Before I read this post, I was looking at the comments regarding "it takes a village to raise a child" and thinking that one of the problems is the proprietorial nature so many people seem to feel the relationship between parent and child is ("It's MY child", as if no-one else should have any kind of opinion on the matter). And was then going on to muse about how that proprietorial attitude extends to partners, and in the case of female partners, to a degree where ownership is a factor ("she's mine, I can do what I like"). While that may only become manifest in more extreme cases, I do wonder just how prevalent it actually is - women being prevented from being independent, going out, even going to work, because "my wife/partner does what I say".
And I suspect one of the reasons it's not more obvious is that, rather than have a stand up battle about it, many women simply small themselves down and fit themselves into the role they're being cast in, because the stakes feel just too high for them to feel safe asserting themselves. Which, of course, is going to spiral in to ever more restrictive "rules", and ever more entitled behaviours from their partners. (ETA: just to be completely clear about this, I am not suggesting that women who do this are part of the problem - on the contrary, the "problem" is that this should even be an option for them.)
And then I got to thinking that, for some men, ALL women are a kind of property - someone who doesn't really have the right to say "No", or "I don't like you doing that". Perhaps, in some cases, without the men actually realising how deeply embedded that attitude of ownership and entitlement is in them.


WHAT IS REQUIRED: Repeat the data verbatim, images excluded.

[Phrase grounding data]
* * * * *

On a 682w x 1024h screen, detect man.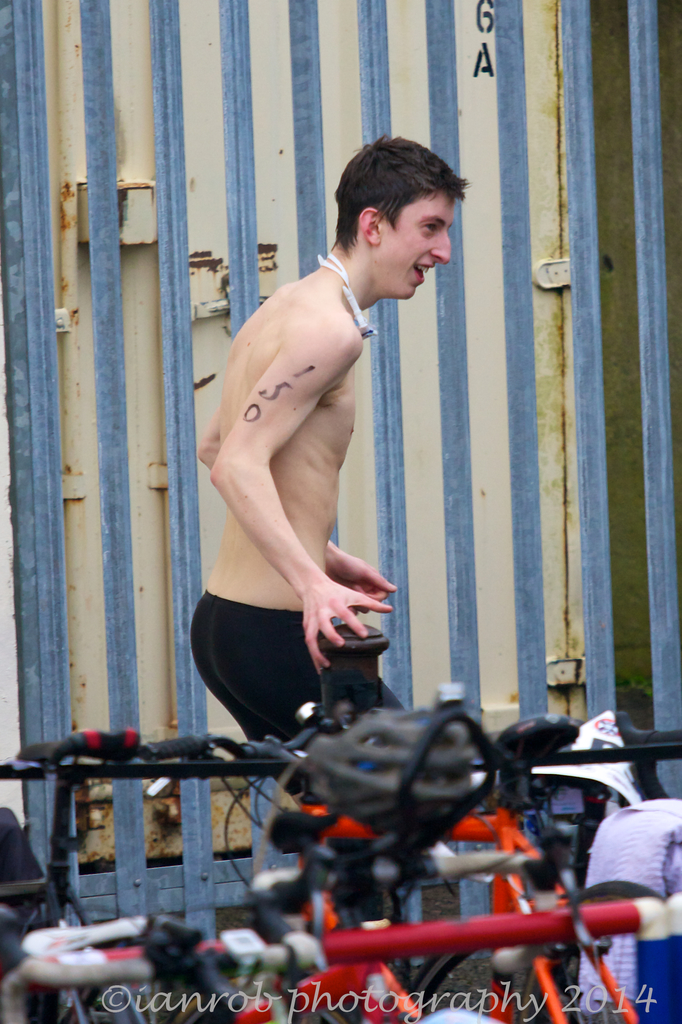
left=193, top=144, right=464, bottom=794.
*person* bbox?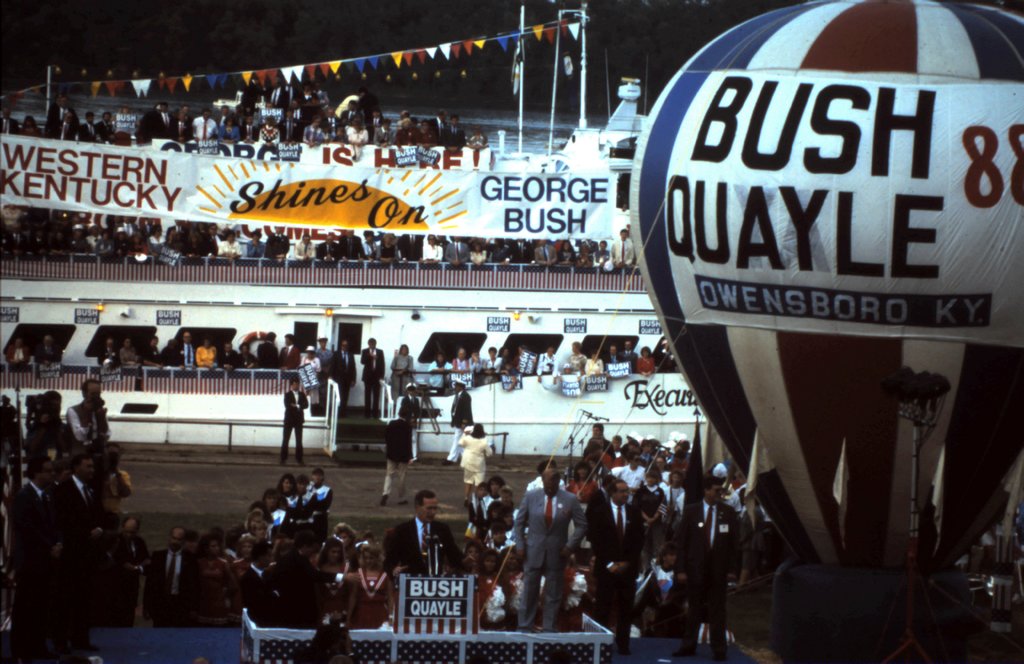
323, 86, 369, 136
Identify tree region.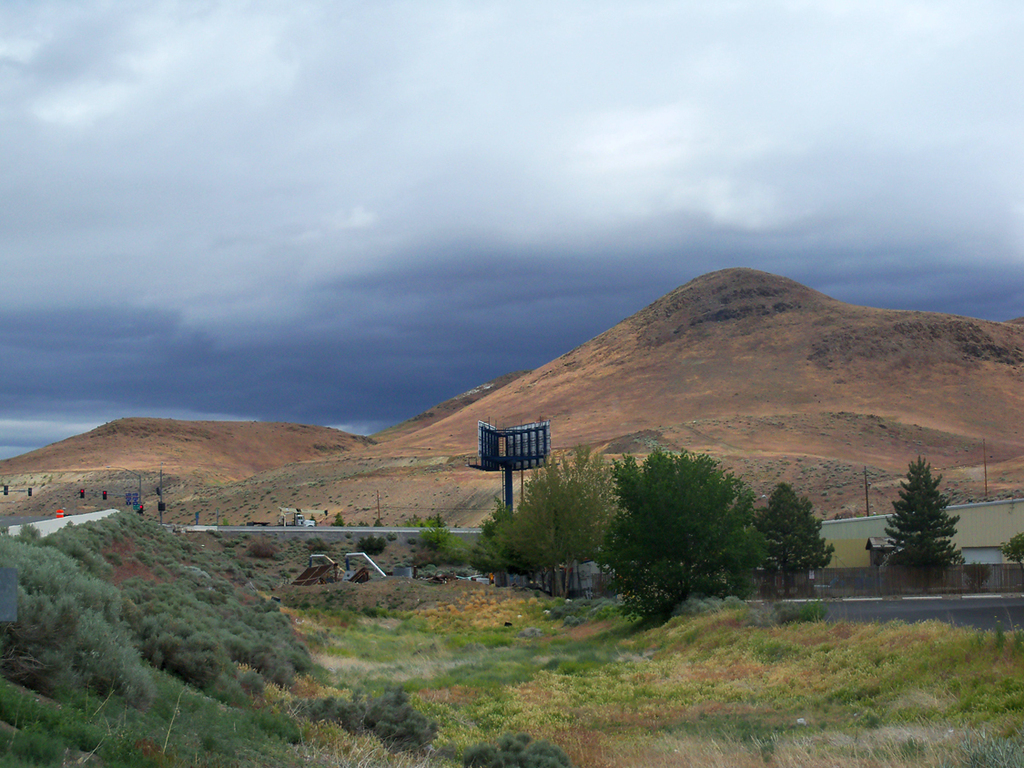
Region: BBox(515, 445, 622, 591).
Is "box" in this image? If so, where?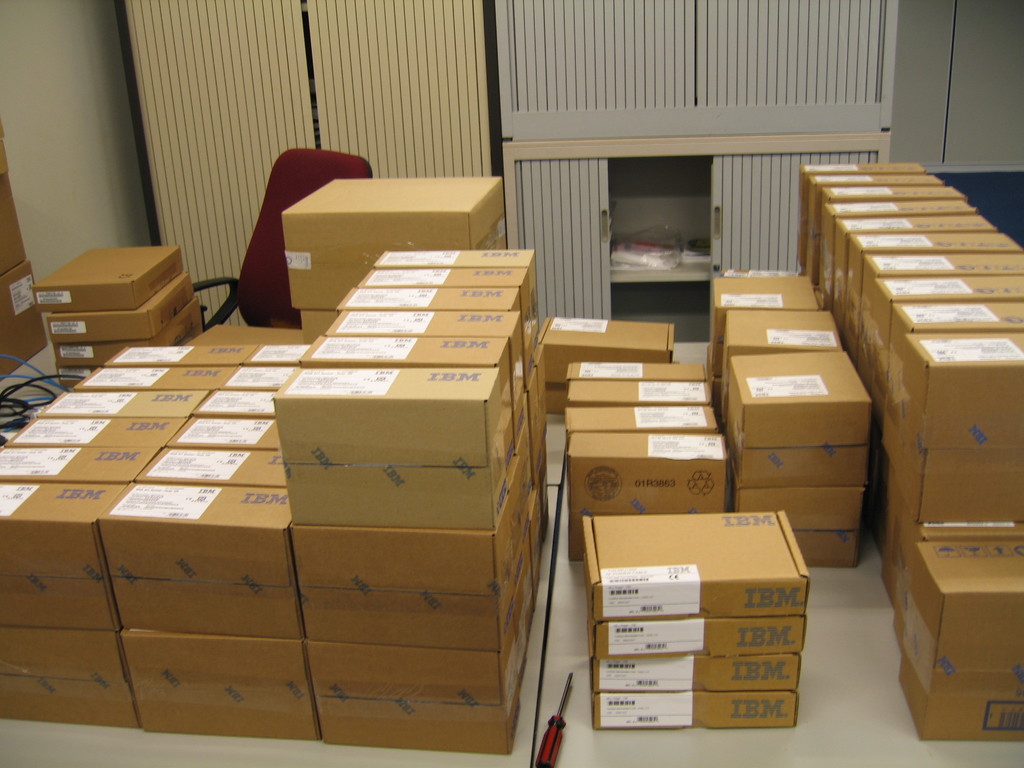
Yes, at box=[31, 243, 193, 312].
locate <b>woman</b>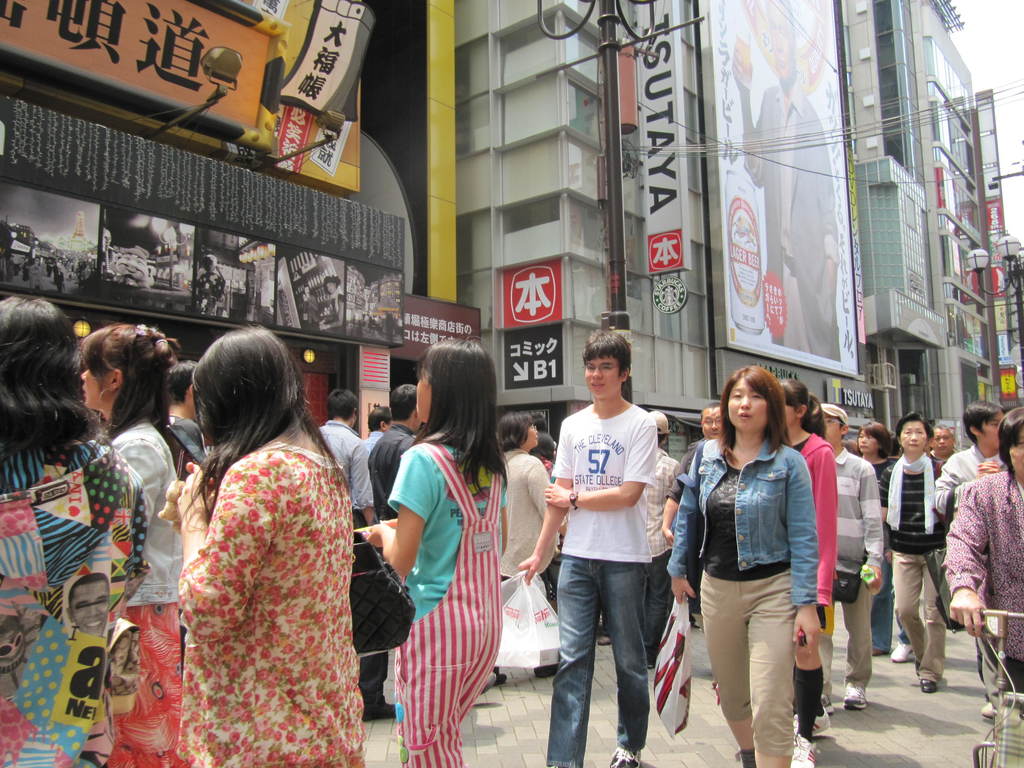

* * * * *

ANSWER TO THIS PROBLEM:
On a 682w x 1024h screen, detect man.
left=193, top=144, right=464, bottom=794.
*person* bbox?
323, 86, 369, 136
Identify tree region.
Region: BBox(515, 445, 622, 591).
Is "box" in this image? If so, where?
Yes, at box=[31, 243, 193, 312].
locate <b>woman</b>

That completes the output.